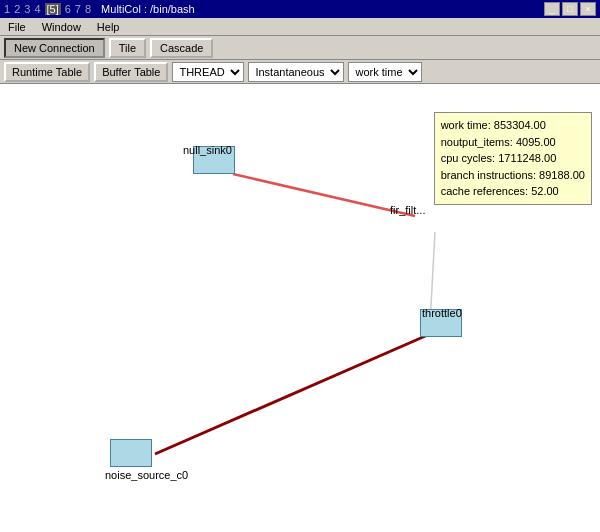  I want to click on throttle-node: throttle0, so click(441, 323).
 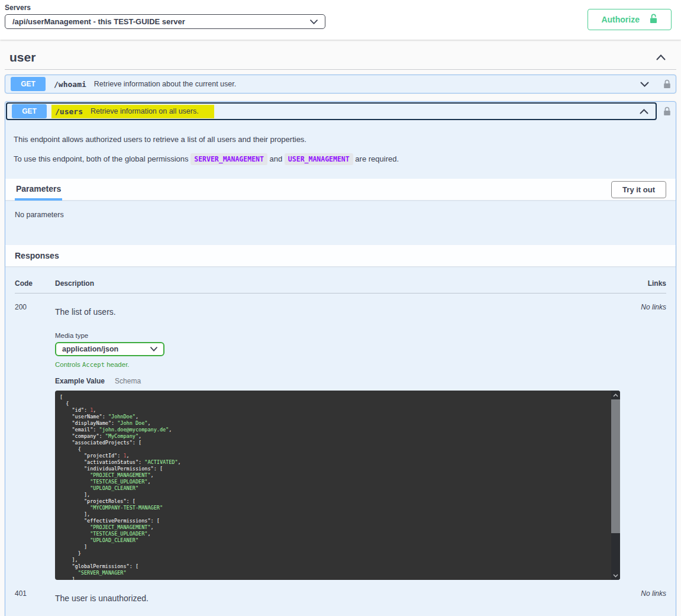 What do you see at coordinates (337, 336) in the screenshot?
I see `media-type-label: Media type` at bounding box center [337, 336].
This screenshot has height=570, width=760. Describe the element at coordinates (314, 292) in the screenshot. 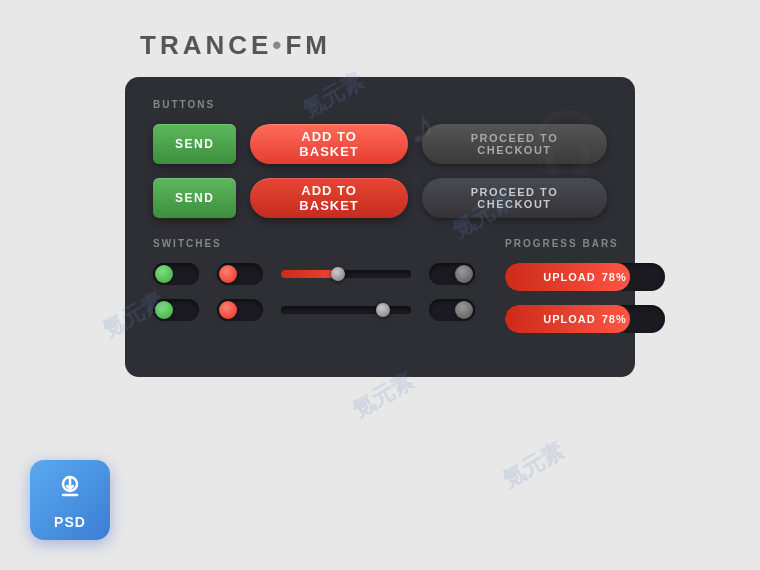

I see `switches-section: SWITCHES` at that location.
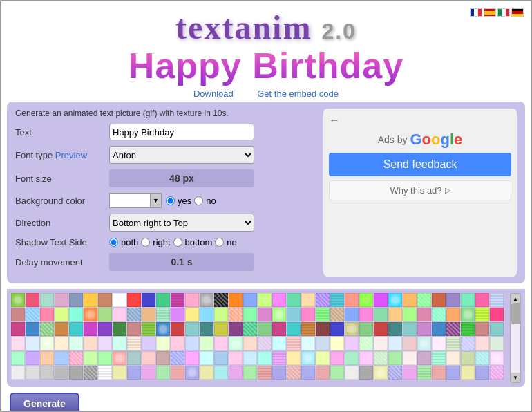  Describe the element at coordinates (145, 242) in the screenshot. I see `shadow-right-radio` at that location.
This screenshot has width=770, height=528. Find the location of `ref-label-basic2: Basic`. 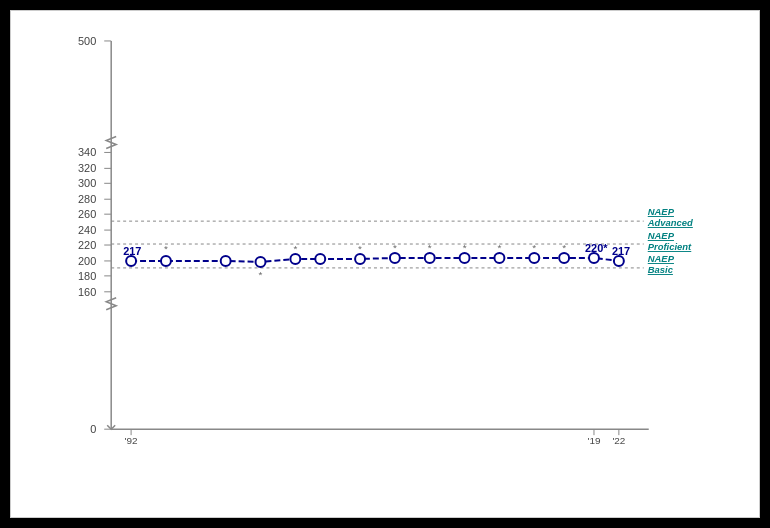

ref-label-basic2: Basic is located at coordinates (661, 270).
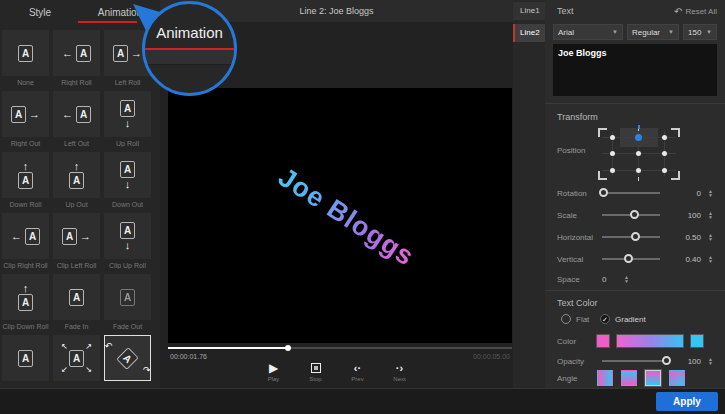  I want to click on section-divider, so click(635, 104).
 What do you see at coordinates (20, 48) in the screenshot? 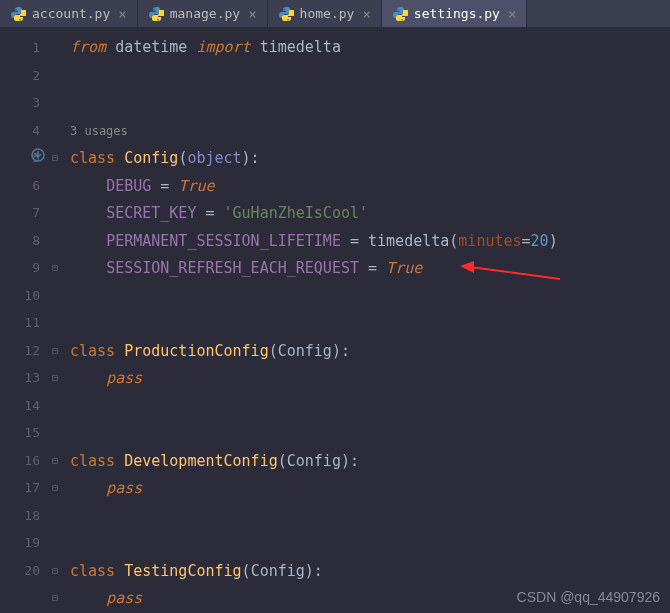
I see `line-number: 1` at bounding box center [20, 48].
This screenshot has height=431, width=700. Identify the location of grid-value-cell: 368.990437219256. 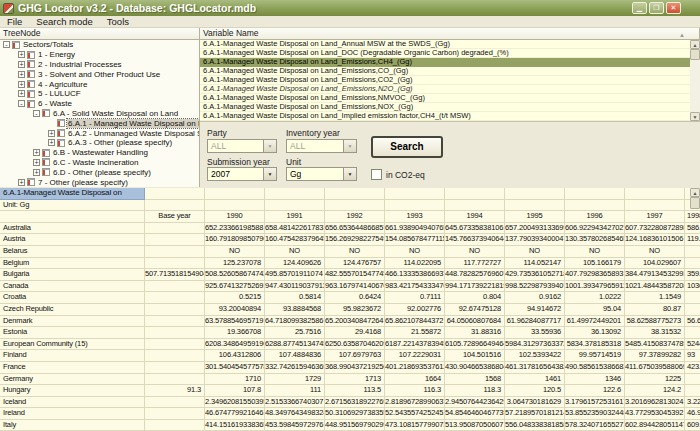
(355, 368).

What you should do: With the pictures left out, output exactly the lines from the one with "What do you see at coordinates (20, 48)" through the end of the listing above, both ends included.

Expected answer:
 What do you see at coordinates (20, 48) in the screenshot? 
I see `line-number: 1` at bounding box center [20, 48].
This screenshot has height=431, width=700. Identify the location of grid-value-cell: 368.990437219256. 
(355, 368).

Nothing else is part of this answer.